One Lie I Believed About Travel Until I Did It Myself
- Jocelyn Stewart
- Jul 7
- 2 min read
I used to believe that in order to say I'd truly experienced a city, I had to see all the “big” stuff. If I didn’t stand under the Eiffel Tower, squint up at the Empire State Building, or window-shop my way down Bahnhofstrasse in Zurich, it didn’t count… right?
Spoiler: The most memorable parts of my travels came when I stopped chasing the highlights and started noticing the side streets.
The Pressure to “Do It All”
I used to plan trips like they were tactical missions—squeeze in every iconic site, skim every museum exhibit, nod solemnly at plaques I didn't read. Secretly, I was counting down to my next sit-down coffee or snack break.
And the pressure? It wasn’t even mine. Travel blogs, reels, posts labeled “10 Things You Can’t Miss”—it all fed this false urgency that if I didn’t “do it all,” I’d done it wrong. So I raced. And missed more than I realized.
But Then I Missed the Little Stuff
One afternoon in Milan, I slipped away from the crowds circling the Duomo and let instinct lead the way. No guidebook. No agenda. Just a quiet craving for something warm and real.
A few blocks later, I stumbled into a tiny, family-run trattoria tucked beside a narrow canal—one of those places that doesn’t try to impress, and somehow impresses you anyway. The kind of spot where the menu is handwritten and the waiter greets locals by name.
I ordered the purple gnocchi on a whim—soft, earthy, unexpectedly perfect—and paired it with a crisp white wine that tasted like it belonged exactly where I was. As I ate, I watched small wooden boats drift lazily down the canal that cut through the center of the street, sunlight catching in the ripples, voices echoing off stone walls.
No major landmarks. No photo ops. Just a table, a plate, and a moment I didn’t know I needed. And honestly? That little detour tasted better than any itinerary ever could.

What I Learned When I Slowed Down
Travel isn’t about proof. It’s not about collecting stamps or reciting facts from your guidebook like a human audio tour. It’s about how a place feels—how it smells in the morning, how the light hits the cobblestones at golden hour, how a stranger’s kindness can stick with you longer than any museum exhibit.
When I stopped trying to “conquer” a destination and just let it unfold, travel became less about validation and more about presence.
You Don’t Need the Photo to Have Been There
I didn’t take a photo of that quiet piazza. There’s no geotag or witty caption. But it’s mine—and that’s enough. So, if you ever find yourself in a new city, feeling stressed about everything you should see, give yourself permission to take a detour. Skip the monument. Choose the messy market, the side street café, the unplanned nap. You might not be able to name what you saw later, but you’ll remember how it made you feel.
And honestly? That’s the kind of travel that sticks.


*WORK ITEM*.
Copying starts at the line containing "Task: Click on the a: car-iconProduct Hub" and stops after the last line of the records; each line is repeated exactly, and pictures are skipped.

(MATERIALS PROVIDED Opens)

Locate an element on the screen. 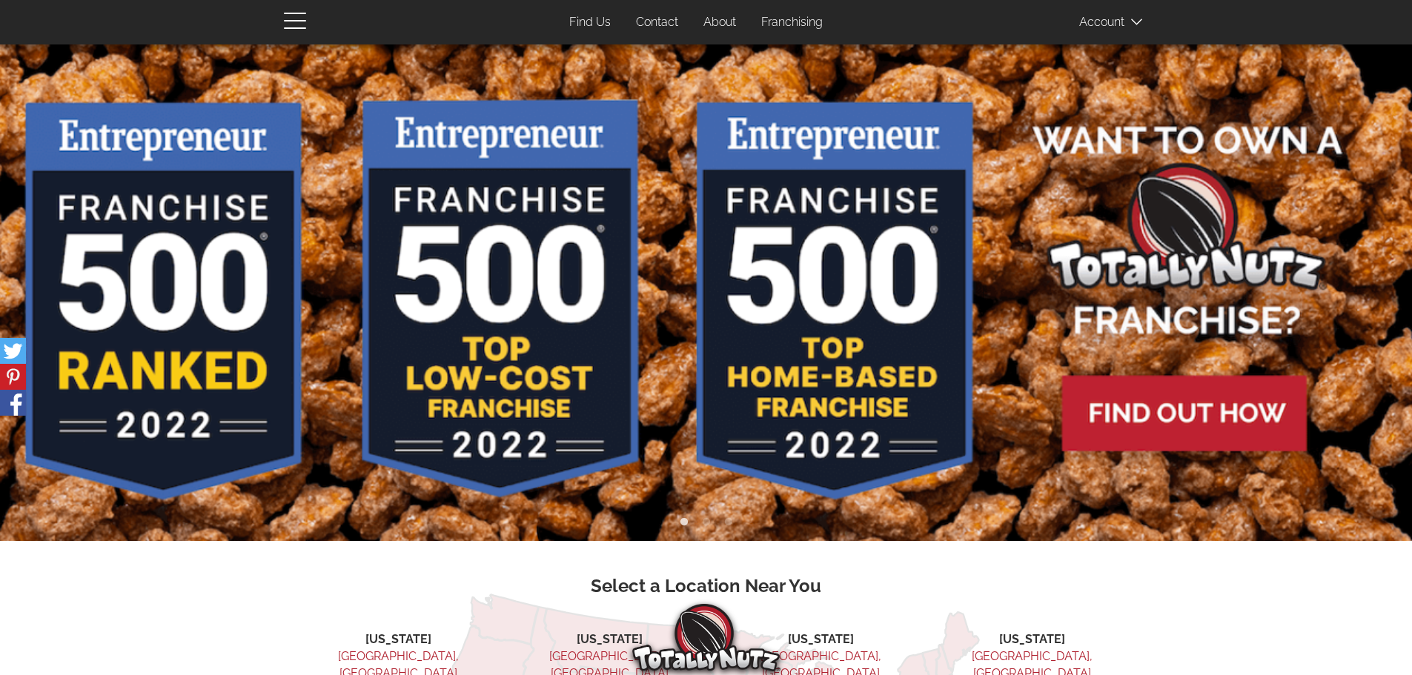 The image size is (1412, 675). button: 1 of 3 is located at coordinates (684, 522).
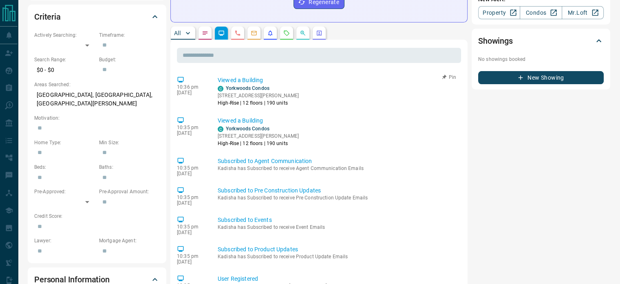 This screenshot has height=284, width=620. I want to click on a: Mr.Loft, so click(583, 13).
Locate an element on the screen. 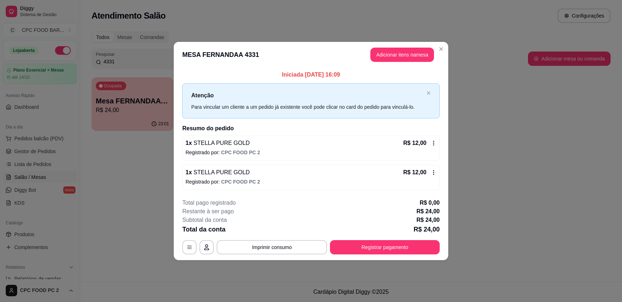 This screenshot has width=622, height=302. header: MESA FERNANDAA 4331 is located at coordinates (311, 55).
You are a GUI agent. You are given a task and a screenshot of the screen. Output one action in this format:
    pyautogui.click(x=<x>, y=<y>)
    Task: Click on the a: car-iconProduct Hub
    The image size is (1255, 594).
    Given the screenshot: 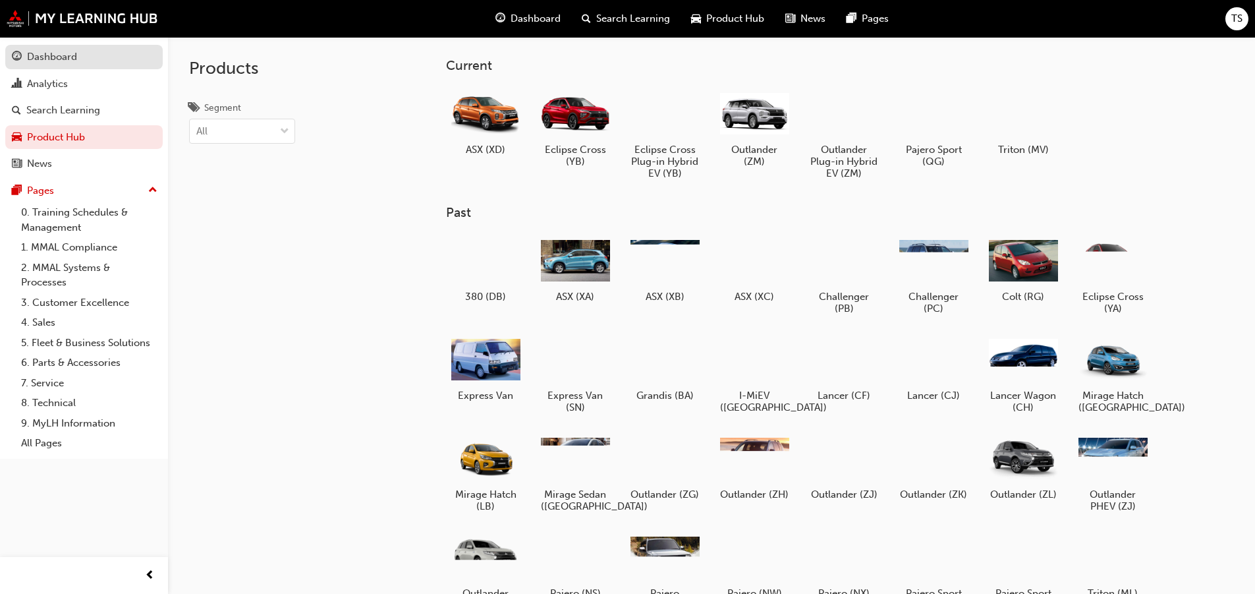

(MATERIALS PROVIDED Closes)

*TASK OUTPUT*.
    Task: Click on the a: car-iconProduct Hub
    The image size is (1255, 594).
    Given the screenshot: 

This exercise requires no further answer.